The Highland bagpipe is one of the few instruments that carries a culture within it — a language, a history, and a ceremonial weight that most tuition never addresses. Ceòlmhor was founded on the conviction that teaching the instrument without teaching that context is to teach it incompletely. The curriculum is built accordingly: structured, progressive, and rooted in the Gàidhlig tradition from the first lesson to the last.

That same conviction extends to performance. Every engagement — whether a wedding ceremony in Edinburgh, a Burns Supper in the Borders, or a corporate occasion anywhere in Scotland — is approached with knowledge of what the music carries and what the occasion demands. Ceòlmhor does not simply provide a piper. It brings the full weight of the tradition to bear on every moment that deserves it.

"The music and its language were never separate things to me."

— Felix Walker

Gàidhlig is present in the music itself. The cadences of pipe melody, the phrasing of a slow air, and the structure of Pìobaireachd all carry the rhythmic and tonal patterns of spoken Gàidhlig in ways that are not incidental but foundational. To understand the language, even partially, is to hear the music differently. At Ceòlmhor, that relationship is acknowledged throughout the curriculum — not as an academic exercise, but as the living context from which the instrument cannot be separated.


Meet Your Piper

Felix Walker in full Highland dress, New York

I began on the practice chanter with Fèis Dhùn Èideann — Edinburgh's Gaelic arts festival and tuition organisation — at a time when I was also attending the Gaelic Medium Education primary school in the city. The two things shaped each other. The language and the music arrived together, and I have never thought of them as separate.

The pipes came later — a Christmas present that changed the direction of my musical life. What followed was a balance between school-based tuition, which gave me pipe band grounding and a modern outlook, and Fèis tuition, which kept the traditional and Gàidhlig emphasis at the centre. That balance is what makes me the piper I am today.

Ceòlmhor grew out of that formation — a teaching practice built on the conviction that the instrument and its tradition are inseparable, and that students deserve to be taught both.

Credentials

Armistice Day — Scottish National War Memorial

  • Lone Piper at the Armistice Day Service, Scottish National War Memorial, Edinburgh Castle — one of the most ceremonially significant piping engagements in Scotland

Royal Edinburgh Military Tattoo

  • Performed with the Royal Edinburgh Military Tattoo from 2024, including the 2026 international tour to Australia and New Zealand — one of the world's most prestigious platforms for Scottish piping

Tartan Day Parades

  • Selected to perform at the New York Tartan Day Parade and the inaugural Edinburgh Tartan Day Parade — representing Scottish piping tradition on both sides of the Atlantic

Collaborations

Ceòlmhor works alongside venues, hotels, cultural spaces, and hospitality brands — bringing the full weight of the piping tradition to the occasions and institutions that merit it. From festival stages to boutique hotel residencies, from independent cafés to arts organisations, these partnerships are built on a shared regard for cultural depth, creative integrity, and the kind of atmosphere that only genuine craft can sustain.

Venue Feature

The Ardmore Sessions

Edinburgh · Live Music Programme

A residency series at one of Edinburgh's most atmospheric independent venues — pairing solo piping with contemporary Scottish performance, and drawing audiences who expected spectacle but found something closer to ceremony.

Enquire about a venue partnership
Hospitality Partnership

Glen Moriston Estate

Inverness-shire · Boutique Hotel

A residential collaboration bringing live piping to private dinners, whisky evenings, and curated guest experiences — working alongside the estate's cultural programme to create moments that feel genuinely rooted in the Highland tradition. Not performance, but presence.

Enquire about a hospitality partnership
Festival Coverage

Bàrd Festival

The Highlands · Annual Arts Programme

An editorial and performance partnership with one of the Highlands' foremost cultural gatherings — contributing featured performances and written reflections on the piping tradition, bringing the Ceòlmhor voice to a wider audience of culturally engaged visitors.

Enquire about festival coverage

Work With Ceòlmhor

Ceòlmhor welcomes partnerships with venues, boutique hotels, independent cafés, festival organisers, arts institutions, and cultural organisations across Scotland. Whether the conversation begins with a live performance, an editorial collaboration, a hotel residency, or a commissioned creative project — this is where it starts.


#### TASK REQUIREMENTS
Could you show each line of the records that contains the word "iliac"?

#### DATASET RECORDS
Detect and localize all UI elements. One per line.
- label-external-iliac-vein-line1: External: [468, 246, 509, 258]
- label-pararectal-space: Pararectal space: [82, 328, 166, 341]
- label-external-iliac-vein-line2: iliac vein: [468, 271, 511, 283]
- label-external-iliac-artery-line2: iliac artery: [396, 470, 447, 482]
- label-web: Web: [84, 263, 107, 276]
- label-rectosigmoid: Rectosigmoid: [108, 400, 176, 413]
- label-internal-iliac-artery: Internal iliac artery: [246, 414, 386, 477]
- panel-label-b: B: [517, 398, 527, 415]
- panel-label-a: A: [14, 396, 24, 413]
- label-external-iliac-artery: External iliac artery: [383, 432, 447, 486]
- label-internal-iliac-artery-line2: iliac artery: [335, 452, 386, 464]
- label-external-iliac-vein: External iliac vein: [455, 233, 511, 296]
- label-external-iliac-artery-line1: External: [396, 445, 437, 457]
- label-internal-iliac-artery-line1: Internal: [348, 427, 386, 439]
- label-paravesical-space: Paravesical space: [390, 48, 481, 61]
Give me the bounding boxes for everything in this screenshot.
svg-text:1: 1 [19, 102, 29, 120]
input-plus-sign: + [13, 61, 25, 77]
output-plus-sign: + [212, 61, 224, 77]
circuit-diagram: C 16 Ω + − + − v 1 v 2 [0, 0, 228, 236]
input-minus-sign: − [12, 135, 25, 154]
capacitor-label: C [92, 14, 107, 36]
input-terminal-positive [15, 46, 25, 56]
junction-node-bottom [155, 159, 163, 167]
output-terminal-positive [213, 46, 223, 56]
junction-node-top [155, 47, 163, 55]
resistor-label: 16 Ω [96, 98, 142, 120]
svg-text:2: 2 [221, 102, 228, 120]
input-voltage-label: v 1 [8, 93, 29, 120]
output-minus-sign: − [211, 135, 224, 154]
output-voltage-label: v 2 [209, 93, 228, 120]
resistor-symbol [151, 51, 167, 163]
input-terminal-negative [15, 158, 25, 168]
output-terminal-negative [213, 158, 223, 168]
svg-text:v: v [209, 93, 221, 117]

#### EXERCISE ANSWER
- label-external-iliac-vein-line1: External: [468, 246, 509, 258]
- label-external-iliac-vein-line2: iliac vein: [468, 271, 511, 283]
- label-external-iliac-artery-line2: iliac artery: [396, 470, 447, 482]
- label-internal-iliac-artery: Internal iliac artery: [246, 414, 386, 477]
- label-external-iliac-artery: External iliac artery: [383, 432, 447, 486]
- label-internal-iliac-artery-line2: iliac artery: [335, 452, 386, 464]
- label-external-iliac-vein: External iliac vein: [455, 233, 511, 296]
- label-external-iliac-artery-line1: External: [396, 445, 437, 457]
- label-internal-iliac-artery-line1: Internal: [348, 427, 386, 439]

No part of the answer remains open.